Cumbernauld Town Centre was originally conceived as a stepping public terrain, a vessel whose robust construction and simple structure facilitated a constantly renewing and diverse internal programme of retail, public amenity and entertainment. This was architecturally manifested as an extensive concrete framework, a coherent grid occupied by timber and glass pavilions.

Over time these pavilions have been removed and replaced by banal retail spaces, formed of suspended ceilings and blockwork partitions that have obscured much of the original building and its idiosyncratic character. These confined spaces are over-reliant on energy intensive HVAC and artificial lighting systems and are largely inflexible for other uses and possibilities.
Vessel
    
As such, the proposal pares the building back to its concrete grid, inhabiting it with a series of colourful pavilions, kiosks and partitions – formed of locally sourced timber and glass. These lightweight partitions can easily be opened, changed, enlarged or removed to adapt to the wider requirements of Cumbernauld Town Centre. They can thus flexibly accommodate spaces such as retail, supermarkets, a library, market hall, sports facilities, play spaces, and community amenities – such as laundrettes, galleries for local art and an events space.
Appropriation

The reconsidered spaces can begin to extend into the car parking levels, providing studios for offices and make-spaces that take over the parking floors as cars are phased out in favour of public transport and pedestrian links. New sports facilities, places for children to learn and play, and also larger rooms for events and performance now sit within the concrete frame. They can be temporary or permanenty, adapted and reconfigured.
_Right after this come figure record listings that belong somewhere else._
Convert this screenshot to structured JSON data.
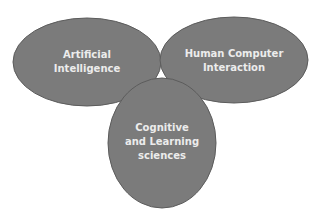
{
  "diagram": {
    "type": "venn",
    "colors": {
      "background": "#ffffff",
      "node_fill": "#7b7b7b",
      "node_stroke": "#5c5c5c",
      "label": "#ececec"
    },
    "nodes": [
      {
        "id": "ai",
        "lines": [
          "Artificial",
          "Intelligence"
        ]
      },
      {
        "id": "hci",
        "lines": [
          "Human Computer",
          "Interaction"
        ]
      },
      {
        "id": "cls",
        "lines": [
          "Cognitive",
          "and Learning",
          "sciences"
        ]
      }
    ]
  }
}
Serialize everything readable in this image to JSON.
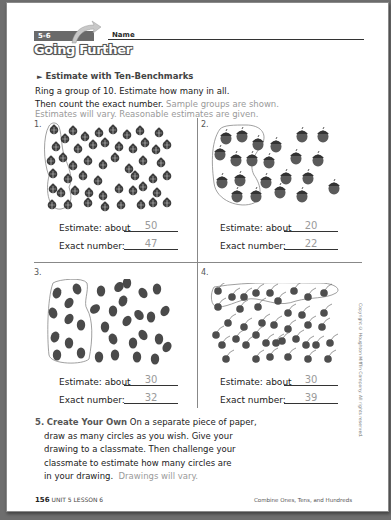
{
  "header": {
    "lesson_tag": "5-6",
    "banner": "Going Further",
    "name_label": "Name"
  },
  "section": {
    "title": "Estimate with Ten-Benchmarks"
  },
  "instructions": {
    "line1": "Ring a group of 10. Estimate how many in all.",
    "line2": "Then count the exact number.",
    "line2_note": "Sample groups are shown.",
    "line3_note": "Estimates will vary. Reasonable estimates are given."
  },
  "problems": [
    {
      "number": "1.",
      "object": "ladybug-icon",
      "estimate_label": "Estimate: about",
      "estimate": "50",
      "exact_label": "Exact number:",
      "exact": "47"
    },
    {
      "number": "2.",
      "object": "acorn-icon",
      "estimate_label": "Estimate: about",
      "estimate": "20",
      "exact_label": "Exact number:",
      "exact": "22"
    },
    {
      "number": "3.",
      "object": "leaf-icon",
      "estimate_label": "Estimate: about",
      "estimate": "30",
      "exact_label": "Exact number:",
      "exact": "32"
    },
    {
      "number": "4.",
      "object": "cherry-icon",
      "estimate_label": "Estimate: about",
      "estimate": "30",
      "exact_label": "Exact number:",
      "exact": "39"
    }
  ],
  "question5": {
    "number": "5.",
    "heading": "Create Your Own",
    "line1": "On a separate piece of paper,",
    "line2": "draw as many circles as you wish. Give your",
    "line3": "drawing to a classmate. Then challenge your",
    "line4": "classmate to estimate how many circles are",
    "line5": "in your drawing.",
    "note": "Drawings will vary."
  },
  "footer": {
    "page_number": "156",
    "lesson": "UNIT 5 LESSON 6",
    "topic": "Combine Ones, Tens, and Hundreds"
  },
  "copyright": "Copyright © Houghton Mifflin Company. All rights reserved.",
  "colors": {
    "ink": "#2a2a2a",
    "answer_gray": "#9a9a9a",
    "banner_gray": "#6a6a6a"
  }
}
Thus, the retained structure of the Cumbernauld Town Centre becomes a locus of appropriation, community and future adaptation.
Housing

Housing, that once sat within the projecting aqueduct structures, is proposed to lie close to the wider residential neighbourhoods on the northeast roof deck of the Town Centre, constructed in Phase 4.

These houses are repeated to form a pair of two-storey parallel terraces that enclose a central garden – containing dense planting, a community centre and play spaces for children. The linear arrangement of the buildings ensures each unit is dual aspect and can utilise natural cross-ventilation, as well as direct sunlight into living spaces, private planted balconies and rooftop solar cells.
Robust Interiors

All the houses provide generous spaces for a wide range of living situations, with level access, nearby community amenities and gardens, as well as robust interior spaces. As such, they can easily enable ageing in place and a range of occupation forms, such as one to four bed flats, larger family houses and even inter-generational housing.
Reparative Construction

The construction of the terraces priorities the use of local materials, skills and the circular economy. The load-bearing party walls of the accommodation units, sitting on the existing structural grid below, are composed of concrete demolition waste and lime mortar - recycling material from the creation of voids and removal of internal finishes within the Town Centre interior. These blocks exhibit similar properties to stone, and are carbon negative, with the mortar absorbing CO2 from the atmosphere via carbonisation. Inside the houses, the floors, roof structure and non-structural walls are made from locally sourced CLT.